Lawmakers Concede Budget Talks Are Close to Failure

Conceding that talks on a grand budget deal are near failure, Congressional leaders on Sunday pointed fingers at each other as they tried to deflect blame for their inability to figure out a way to lower the federal deficit without having to rely on automated cuts.

The testy exchanges ”” which dominated the Sunday talk shows ”” made clear that leaders in both parties now see the so-called sequester ”” a term meaning an automatic spending cut ”” as the most likely solution to reduce the federal deficit by $1.2 trillion over 10 years, instead of a negotiated package of spending reductions and tax increases, something they have been unable to achieve over the last 10 weeks.

Read it all.

print

Posted in * Economics, Politics, * International News & Commentary, America/U.S.A., Budget, Consumer/consumer spending, Corporations/Corporate Life, Credit Markets, Economy, House of Representatives, Housing/Real Estate Market, Labor/Labor Unions/Labor Market, Office of the President, Politics in General, President Barack Obama, Senate, Taxes, The National Deficit, The U.S. Government

6 comments on “Lawmakers Concede Budget Talks Are Close to Failure

  1. AnglicanFirst says:

    The ideological disconnects, politicalyy-narrow-my-party-partizanship, the festering wounds-of-the-atacks-on-traditional-American-values-and Costitutional-government, differing visions-of-what-America-is, radical-visions-of-what-must-become(?), etc. have not been resolved by the creation of a “super committee.”

    So how “in Sam’s Hill” did the politicians in the House and in the Senate ever believe that they were going to resolve our huge budget deficits with this monstrous (probably unConstitional) super committee?

    They simply threw up their hands and said this is too hard for us.

    Meanwhile, my prediction is that the core social entitlement problems will not be resolved in any durable or sincere manner and that the super committee legislation will be used to emasculate and severely damage our national defense forces.

    And then stand by for huge national security emergencies that we will will not be able to deal with in a timely manner.

    America has real enemies that can restrict or deny us energy supplies and other vital raw materials, limit our rights of navigation on the high seas, invade and destroy/severely damage our allies, upset the total economic balance of the world, involve large numbers of Americans (mostly young) in wars that could have been avoided, etc.

  2. Milton Finch says:

    Oh, goody! Let us politicians blame it on no one being able to get the job done…then let the chips fall where they may! Yeppers..
    That is the perfect solution. Now let’s allow the nation’s military suffer our inability to do anything…then count on them to ….never mind.

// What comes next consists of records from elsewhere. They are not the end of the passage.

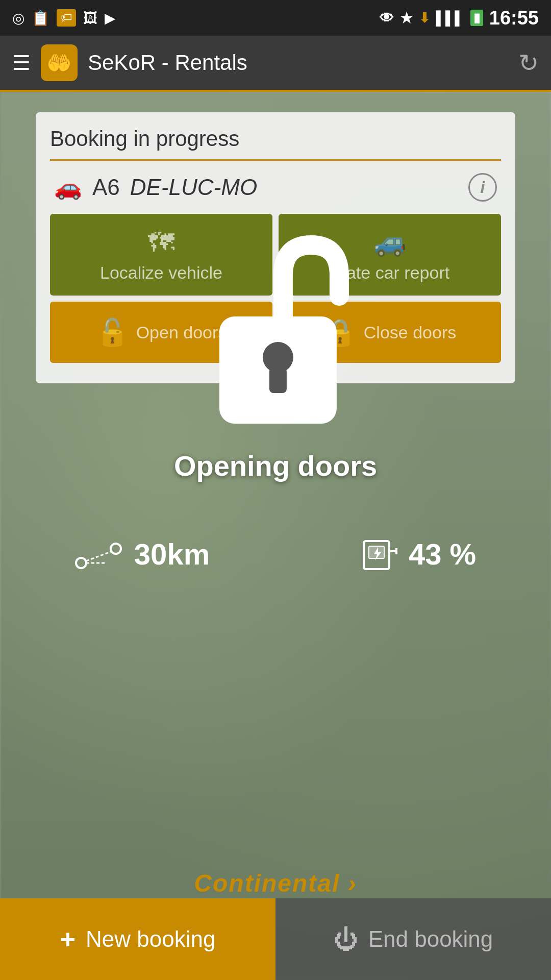 The image size is (551, 980). What do you see at coordinates (68, 939) in the screenshot?
I see `new-booking-icon: +` at bounding box center [68, 939].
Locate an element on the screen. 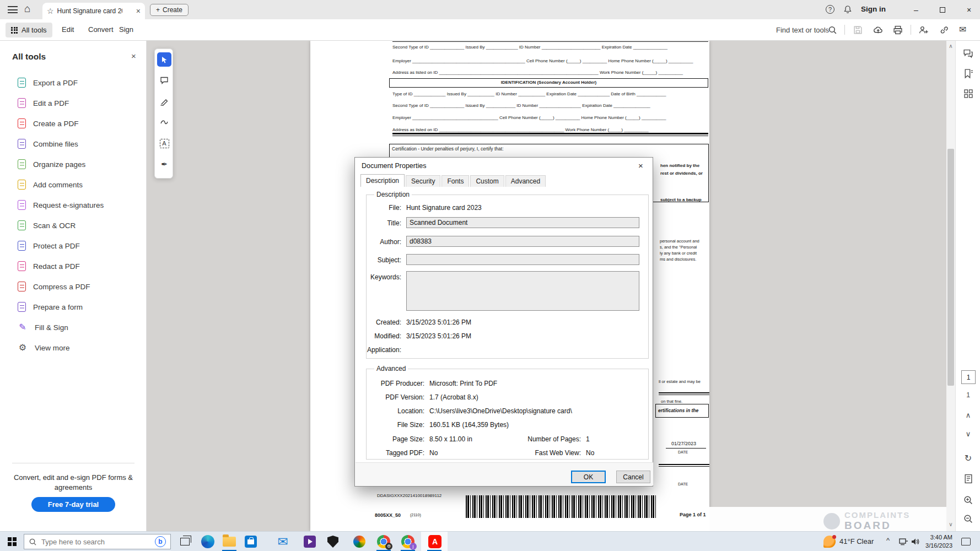  chrome-profile2-icon: j is located at coordinates (408, 542).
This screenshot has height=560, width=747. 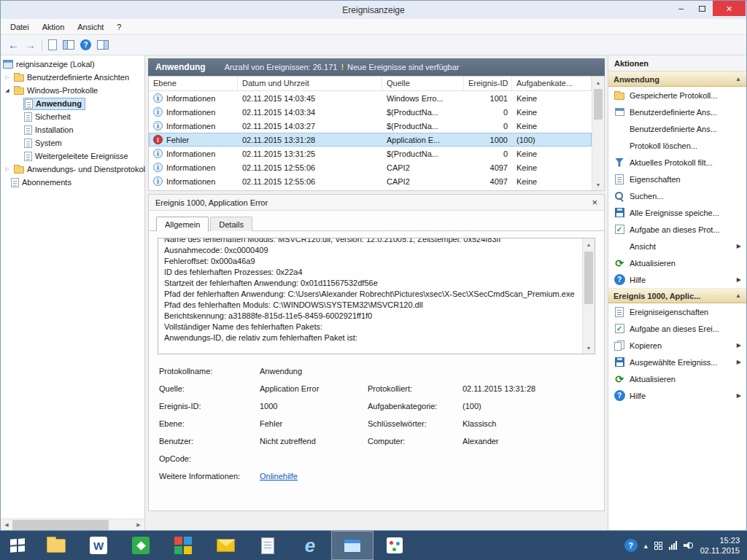 What do you see at coordinates (314, 476) in the screenshot?
I see `online-help-link: Onlinehilfe` at bounding box center [314, 476].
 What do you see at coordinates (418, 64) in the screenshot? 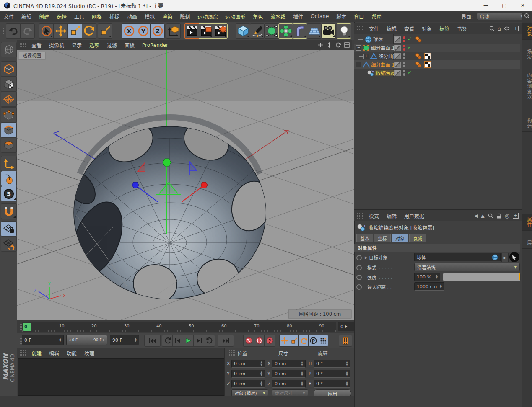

  3. Pageantmaster Ù† says:

    How very Greek of them!

  4. BlueOntario says:

    More capital for the politics-as-entertainment crowd. Unfortunately, this will only foster yet lower expectations from what passes for our nation’s statesmen. One hopes it does not engender a search for a man on horseback to save us from ourselves. Really, we can do better than this, or that.

  5. Br. Michael says:

    Let’s get real. The “sequester” is nothing more than a planed reduction in the rate of spending increase spread out over 10 years. Spending is still going to go up even with so called “sequestration”.

    Further future Congresses are not bound by it anyway.

    And I don’t blame Congress. The country itself is split. I want spending cuts and a balanced budget. You want more spending for social programs that, a. you think we need and b. will buy you votes.

    The Congress reflects where we are. Of course there is the usual number of politicians who are in it for personal gain, but my point is that the Country itself is split and the Congress reflects this split.

  6. AnglicanFirst says:

    “The Congress reflects where we are. Of course there is the usual number of politicians who are in it for personal gain, but my point is that the Country itself is split and the Congress reflects this split.”

    Very good point, Brother Michael.

    The division within the country can be seen in the county-by-county and state-by-state election results over the past 15 to 20 years or so.

    The “blue state-red state” charts showing presidential and Congressional election returns are particularly interesting.

    My reading of those charts is that large cities and their suburbs are largely voting Democrat and the traditional Americans in the rest of the country are largely Republicans or Independents.

    There are some interesting “purple” areas on those charts that seem to be in ‘a state of flux,’ but my conclusion is that the country has seem to come to a point of ‘diminishing returns’ in its fracture and its increasing polarity and that future election demographics, except for episodic landslide victories, will remain as they are out into the future.

    ‘Expectations-wise,’ the population of the “red” areas seem to believe in self-sufficiency seizing upon the opportunities that our traditional way of life has given us while the “blue” areas now have an entrenched ‘plantation’ or ‘reservation’ mentality and have become highly dependent on ‘handouts’ from the federal and the state and local governments in order preserve their ‘new’ (50 years old) way of life.